My mother was smiling as she handed me one of the pitchers of lemonade. Then, lifting the tray in one hand and holding a pitcher in her other hand, she marched me to the door, deftly opening it with her foot, and trotted me across the street. She approached the guards, “We had some leftovers from lunch,” she said, “and I was wondering if we could share with you and your men.” Calling me to her side, she went from guard to guard, then from prisoner to prisoner, filling each tin cup with lemonade, and giving each man a sandwich.

It was very quiet, except for a “Thank you, ma’am,” and the clanking of the chains. Very soon we were at the end of the line, my mother’s eyes softly scanning each face. The last prisoner was a big man, his dark skin pouring with sweat and streaked with dust. Suddenly, his face broke into a wonderful smile as he looked up into my mother’s eyes, and he said, “Ma’am, I’ve wondered all my life if I’d ever see an angel, and now I have! Thank you!”

Again, my mother’s smile took in the whole group.

“You’re all welcome!” she said. “God bless you.” Then we walked across to the house, with empty tray and pitchers, and back inside.

Soon, the men moved on, and I never saw them again. The only explanation my mother ever gave me for that strange and wonderful day, that I remember, was to always entertain strangers, “for by doing so, you may entertain angels without knowing.”

Then, with a mysterious smile, she went about the rest of the day. I don’t remember what we ate for supper that night. I just know an angel served it.

Jaye Lewis

Trying Times and Dirty Dishes

T
he best thing to spend on children is your time.

Joseph Addison

I cleared the table and stacked the breakfast dishes on top of the dinner dishes left in the sink from last night’s feast of macaroni and cheese with carrot sticks. I braced myself for the cold, clumpy feeling of the dishwater then plunged my hand deep into the sink, searching for the plug.

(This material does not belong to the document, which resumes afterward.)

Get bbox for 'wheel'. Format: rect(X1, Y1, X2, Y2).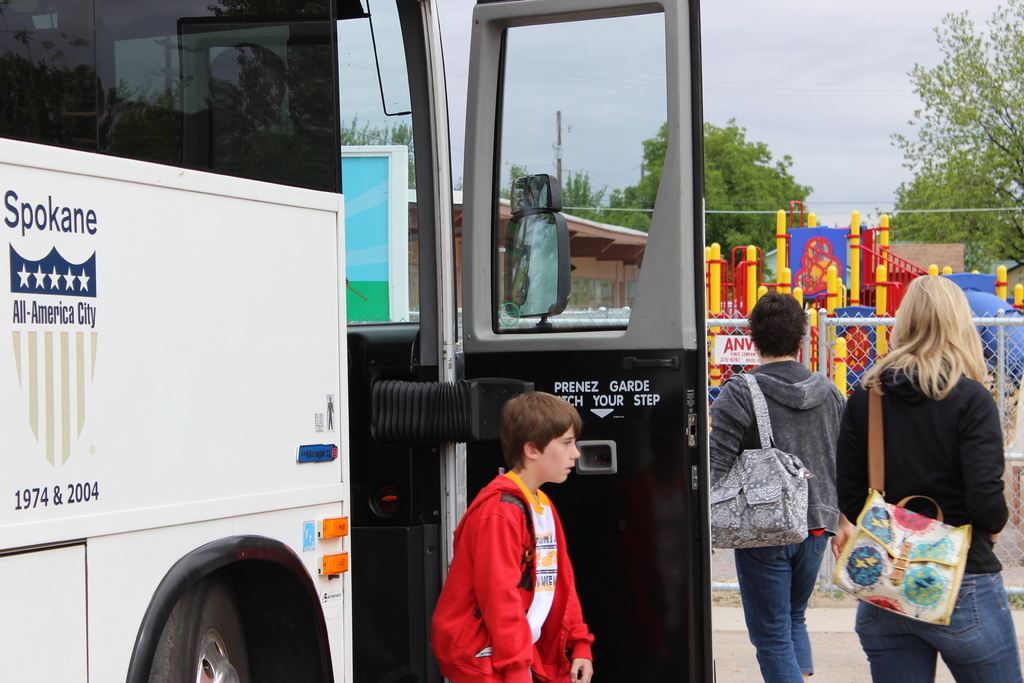
rect(157, 558, 342, 672).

“Yuk! Why didn’t I do these last night?” I asked of who knows who. The only people around to hear me were my six-, five-, three- and two-year-olds and my six-week-old baby.

It wasn’t just the dishes. The dryer had gone out that morning and sheets were drying over every available chair and table, to the great delight of my sons who were playing fort-town all over the house. I would have hung the sheets outside but it was ten degrees below zero.

The living room was exploded with toys, and the way things were going, it would be lunchtime before any of us were even close to being dressed. The flu that had run through the family had finally caught me after six nights of little to no sleep caring for each of my children’s needs and comfort. It caught me the same day my husband, recovered and healthy, flew out of town on a business trip.

The hot water bubbled up in the soap-filled dishpan, and it encouraged me a little. “I’ll have these done in no time. . . .” But before I could finish my pep talk, my newborn began to cry.

I changed the baby’s diaper, stepped over the basket of clean clothes that had already sunk into wrinkled neglect, pulled the sheet off the couch along with the full collection of my sons’ horses and corral, and settled in to nurse my baby.